Last week the EU’s highest court annulled a deal, otherwise known as the Safe Harbour system, which allows companies to transfer personal data from Europe to the United States. The Safe Harbour system allowed companies to avoid checks when transferring data between offices at different ends of the Atlantic. Most of this data includes human resources information and data used for online advertising for the big tech companies. Without the Safe Harbour system, any data transfer from Europe to any other country requires the drawing up of contracts to establish privacy protections between groups or otherwise approval from the relevant data protection authorities.
The case was instigated by a complaint from Austrian law student Max Schrems who criticised Facebook’s transfer of European users’ data to its American servers – believing it to pose a risk of unwarranted US surveillance and ‘snooping.’ Upon review of the Safe Harbour system, the Court of Justice of the European Union said Safe Harbour did not adequately protect EU citizens’ personal data because the requirements of US national security undermined the privacy safeguards within the Safe Harbour system.
The decision is expected to have a serious impact for over 4000 firms who employed the system in their day-to-day running of their business including IBM, Google and Facebook.

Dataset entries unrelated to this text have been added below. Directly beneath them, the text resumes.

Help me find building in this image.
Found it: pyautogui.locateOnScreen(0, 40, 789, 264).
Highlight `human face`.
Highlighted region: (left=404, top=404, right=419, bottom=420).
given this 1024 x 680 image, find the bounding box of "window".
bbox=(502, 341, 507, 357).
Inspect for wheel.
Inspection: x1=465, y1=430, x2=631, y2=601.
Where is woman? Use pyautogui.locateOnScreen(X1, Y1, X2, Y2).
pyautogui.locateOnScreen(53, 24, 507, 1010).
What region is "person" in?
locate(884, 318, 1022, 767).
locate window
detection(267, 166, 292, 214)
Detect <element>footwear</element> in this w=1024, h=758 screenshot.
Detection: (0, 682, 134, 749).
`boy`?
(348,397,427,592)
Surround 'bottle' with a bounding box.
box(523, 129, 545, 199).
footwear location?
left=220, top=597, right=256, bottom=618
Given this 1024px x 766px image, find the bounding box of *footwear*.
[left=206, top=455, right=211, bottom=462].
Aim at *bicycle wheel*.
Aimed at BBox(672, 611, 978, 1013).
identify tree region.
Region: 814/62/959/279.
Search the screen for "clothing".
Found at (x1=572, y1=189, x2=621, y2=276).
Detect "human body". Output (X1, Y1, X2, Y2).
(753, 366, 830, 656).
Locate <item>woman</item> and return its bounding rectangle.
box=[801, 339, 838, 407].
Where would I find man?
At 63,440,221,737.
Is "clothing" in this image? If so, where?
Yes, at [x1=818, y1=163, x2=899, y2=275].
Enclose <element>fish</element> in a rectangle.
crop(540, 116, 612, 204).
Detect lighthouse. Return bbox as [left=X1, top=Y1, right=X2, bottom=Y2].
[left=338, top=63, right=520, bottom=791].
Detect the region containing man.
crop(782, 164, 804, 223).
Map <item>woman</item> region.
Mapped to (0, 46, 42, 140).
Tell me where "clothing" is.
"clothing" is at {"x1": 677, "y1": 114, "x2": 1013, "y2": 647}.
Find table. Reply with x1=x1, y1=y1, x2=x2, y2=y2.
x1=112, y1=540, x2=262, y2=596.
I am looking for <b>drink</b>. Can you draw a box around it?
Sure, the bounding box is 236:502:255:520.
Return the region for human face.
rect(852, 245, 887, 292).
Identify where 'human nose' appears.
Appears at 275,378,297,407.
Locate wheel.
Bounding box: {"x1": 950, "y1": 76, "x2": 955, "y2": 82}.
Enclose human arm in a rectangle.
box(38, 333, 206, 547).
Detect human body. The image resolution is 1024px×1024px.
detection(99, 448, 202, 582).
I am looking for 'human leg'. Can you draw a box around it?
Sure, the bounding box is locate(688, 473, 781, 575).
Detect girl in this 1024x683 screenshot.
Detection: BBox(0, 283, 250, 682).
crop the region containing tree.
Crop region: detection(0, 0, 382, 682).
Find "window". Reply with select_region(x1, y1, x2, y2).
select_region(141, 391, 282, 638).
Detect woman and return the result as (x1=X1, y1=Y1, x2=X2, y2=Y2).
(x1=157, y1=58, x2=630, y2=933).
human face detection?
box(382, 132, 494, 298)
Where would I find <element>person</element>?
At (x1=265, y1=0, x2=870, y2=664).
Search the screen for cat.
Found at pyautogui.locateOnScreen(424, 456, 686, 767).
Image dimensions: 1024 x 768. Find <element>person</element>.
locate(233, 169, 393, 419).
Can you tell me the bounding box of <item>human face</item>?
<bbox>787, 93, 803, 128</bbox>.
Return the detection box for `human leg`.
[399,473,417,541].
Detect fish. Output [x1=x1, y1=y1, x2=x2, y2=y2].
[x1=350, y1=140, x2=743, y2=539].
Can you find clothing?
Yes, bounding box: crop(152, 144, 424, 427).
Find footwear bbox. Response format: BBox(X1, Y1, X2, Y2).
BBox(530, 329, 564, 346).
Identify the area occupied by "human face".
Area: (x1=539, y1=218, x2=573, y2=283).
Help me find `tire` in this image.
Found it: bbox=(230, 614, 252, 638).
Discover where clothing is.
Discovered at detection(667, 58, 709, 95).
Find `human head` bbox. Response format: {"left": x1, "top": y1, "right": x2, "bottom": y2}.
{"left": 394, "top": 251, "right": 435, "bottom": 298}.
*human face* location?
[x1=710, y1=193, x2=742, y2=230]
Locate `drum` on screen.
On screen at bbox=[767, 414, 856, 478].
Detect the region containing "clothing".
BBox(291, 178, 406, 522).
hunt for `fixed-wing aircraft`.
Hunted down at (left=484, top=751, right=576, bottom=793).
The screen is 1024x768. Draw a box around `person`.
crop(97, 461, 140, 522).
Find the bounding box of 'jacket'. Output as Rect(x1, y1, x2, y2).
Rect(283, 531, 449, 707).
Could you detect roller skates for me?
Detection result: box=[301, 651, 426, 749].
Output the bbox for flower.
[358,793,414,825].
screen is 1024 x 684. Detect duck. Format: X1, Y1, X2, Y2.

According to Christopher Padilla, the vice president of government and regulatory affairs at IBM, ‘the free movement of data across borders is the foundation of the global economy, facilitating everything from financial services and manufacturing to shipping and retail.’ All these companies will now have to find alternative, and arguably more strenuous, mechanisms for data transfers between themselves and the EU.
It is still too early to predict the immediate effects of the decision, however companies caught by the annulment are hoping to be given a grace period by authorities to implement alternative mechanisms for their data transfers.